Chapter 3. The Alarm Time

SandUhr's main use is to wait until a specified alarm time. You tell this time to the program with the help of a time string, either as a command line argument or entered into the dialog window. There are two fundamentally different ways to specify the alarm time. You may specify the length of the alarm period or you may specify the point of time when the alarm should occur.

Relative time specifications give the length of the time interval. They always start with a + sign, which is followed by the intervall's length. Examples are +30s (wait for 30 seconds) and +1h30m (one hour and a half). The following abbreviations are used.

d, days

follows the number of complete days.

h, hours

the number of hours

m, min

minutes

s, sec

seconds

Absolute time specifications directly give the alarm time. They always start with a digit. Examples are 20:15 (a quarter past eight in the evening) and 2003-12-31 23:59:59 (the very end of the year 2003).

Tip: As the preceding example illustrates, absolute time specifications may include spaces. When entering these on the command line, you have to enclose the whole expression within double quotes, to prevent the shell from splitting it.

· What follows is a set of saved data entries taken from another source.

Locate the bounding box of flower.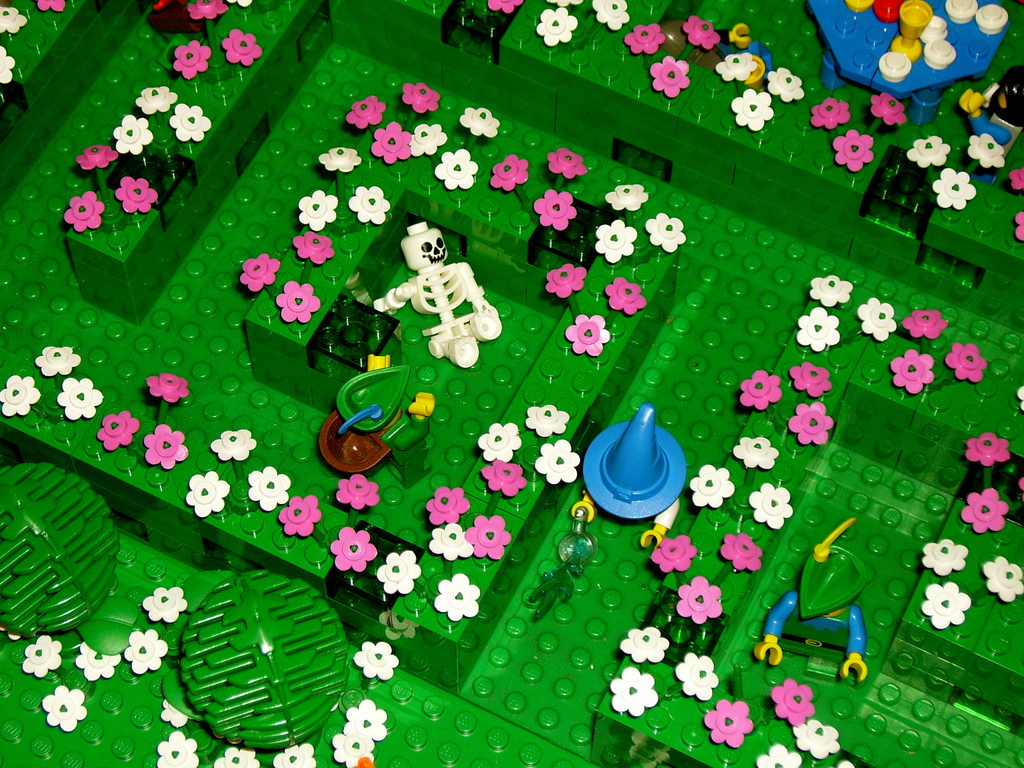
Bounding box: [456, 105, 497, 140].
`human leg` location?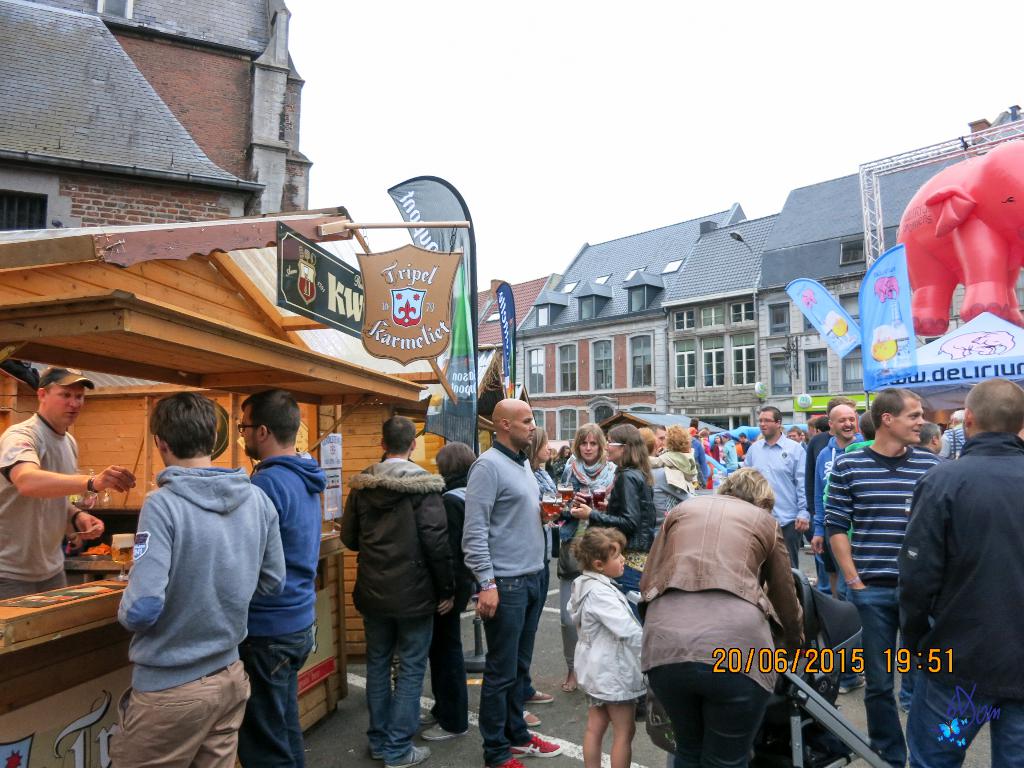
895 660 995 766
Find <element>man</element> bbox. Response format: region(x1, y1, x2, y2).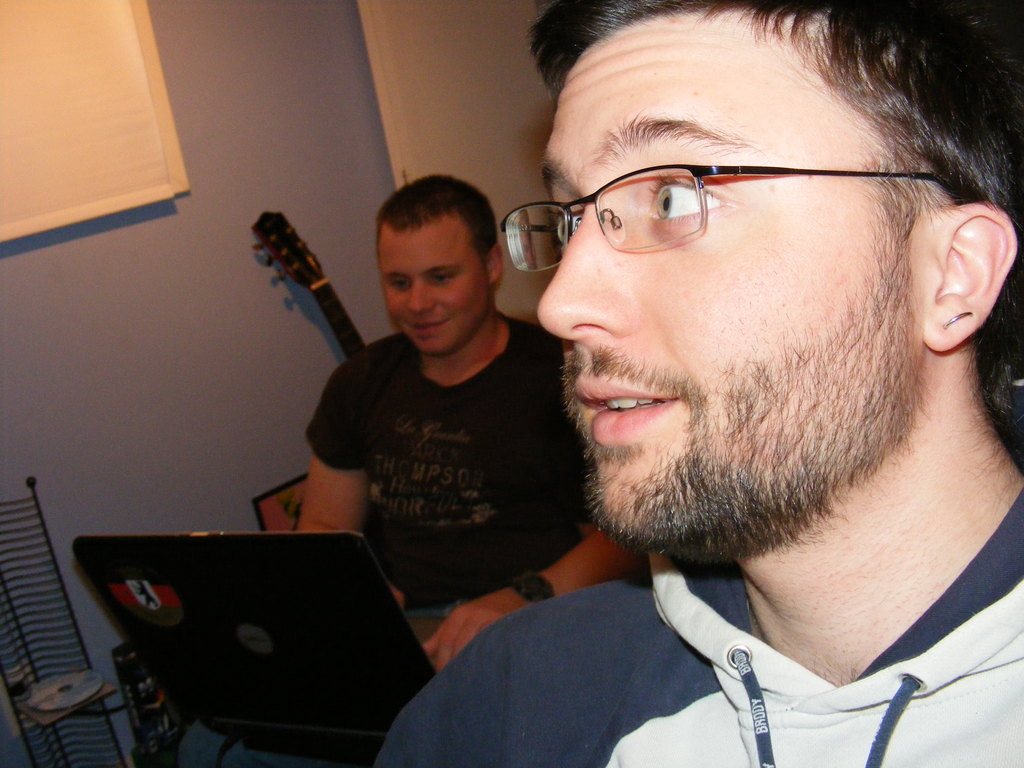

Example 3-1. A command line argument including spaces

% sanduhr "1999-12-31 23:59:30"

The syntax for absolute time specifications is
[year-month-day] hour:minute[:second],
where year is a four-digit number, the month is in the range 1 through 12, the day of the month is in the range 1 through 31, hour is the number of hours past midnight, in the range 0 through 23, and the minute and the second are in the range `0' through `59'.